This commit is contained in:
Lennart Poettering 2015-05-29 20:12:17 +02:00
parent 62f908b53c
commit 1811232c4c

View File

@ -292,3 +292,24 @@
- When returning a return code from main(), please preferably use - When returning a return code from main(), please preferably use
EXIT_FAILURE and EXIT_SUCCESS as defined by libc. EXIT_FAILURE and EXIT_SUCCESS as defined by libc.

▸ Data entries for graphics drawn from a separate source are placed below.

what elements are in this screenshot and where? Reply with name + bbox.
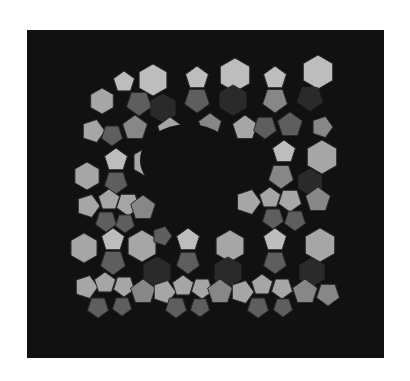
central-cavity [140,124,236,196]
polyhedral-framework-image [27,30,384,358]
framework-render [27,30,384,358]
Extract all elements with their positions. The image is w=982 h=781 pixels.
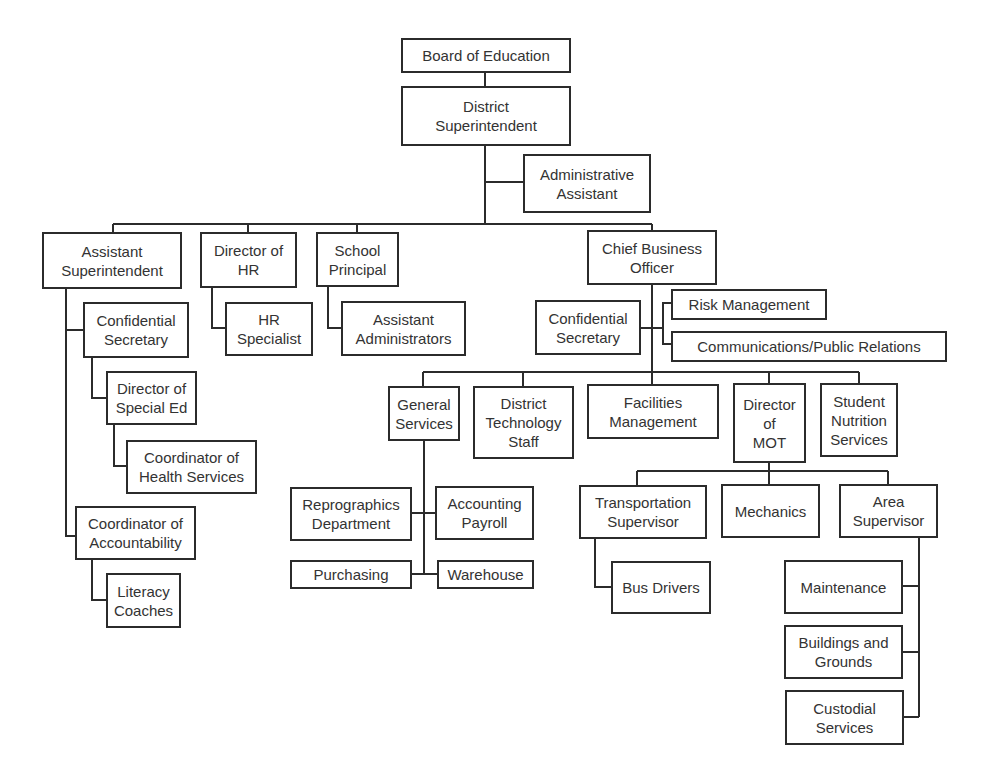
node-school-principal: School Principal [316,232,399,287]
node-bus-drivers: Bus Drivers [611,561,711,614]
node-mechanics: Mechanics [721,484,820,538]
node-board-of-education: Board of Education [401,38,571,73]
node-accounting-payroll: Accounting Payroll [435,486,534,540]
node-area-supervisor: Area Supervisor [839,484,938,538]
node-communications-public-relations: Communications/Public Relations [671,331,947,362]
node-confidential-secretary-cbo: Confidential Secretary [535,300,641,355]
node-reprographics-department: Reprographics Department [290,487,412,541]
node-maintenance: Maintenance [784,560,903,614]
node-risk-management: Risk Management [671,289,827,320]
node-facilities-management: Facilities Management [587,384,719,439]
node-transportation-supervisor: Transportation Supervisor [579,485,707,539]
node-literacy-coaches: Literacy Coaches [106,573,181,628]
node-director-special-ed: Director of Special Ed [106,371,197,425]
node-director-of-hr: Director of HR [200,232,297,288]
node-student-nutrition-services: Student Nutrition Services [820,383,898,457]
node-custodial-services: Custodial Services [785,690,904,745]
node-buildings-and-grounds: Buildings and Grounds [784,625,903,679]
node-warehouse: Warehouse [437,560,534,589]
node-coordinator-health-services: Coordinator of Health Services [126,440,257,494]
node-assistant-administrators: Assistant Administrators [341,301,466,356]
node-chief-business-officer: Chief Business Officer [587,230,717,285]
node-director-of-mot: Director of MOT [733,383,806,463]
node-assistant-superintendent: Assistant Superintendent [42,232,182,289]
node-district-superintendent: District Superintendent [401,86,571,146]
node-purchasing: Purchasing [290,560,412,589]
node-confidential-secretary-as: Confidential Secretary [83,302,189,358]
node-administrative-assistant: Administrative Assistant [523,154,651,213]
node-general-services: General Services [388,386,460,441]
node-district-technology-staff: District Technology Staff [473,386,574,459]
org-chart: Board of Education District Superintende… [0,0,982,781]
node-coordinator-accountability: Coordinator of Accountability [75,506,196,560]
node-hr-specialist: HR Specialist [225,302,313,356]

- The order in which header files are included doesn't matter too
much. However, please try to include the headers of external
libraries first (these are all headers enclosed in <>), followed by
the headers of our own public headers (these are all headers
starting with "sd-"), internal utility libraries from src/shared/,
followed by the headers of the specific component. Or in other
words:
#include <stdio.h>
#include "sd-daemon.h"
#include "util.h"
#include "frobnicator.h"
Where stdio.h is a public glibc API, sd-daemon.h is a public API of
our own, util.h is a utility library header from src/shared, and
frobnicator.h is an placeholder name for any systemd component. The
benefit of following this ordering is that more local definitions
are always defined after more global ones. Thus, our local
definitions will never "leak" into the global header files, possibly
altering their effect due to #ifdeffery.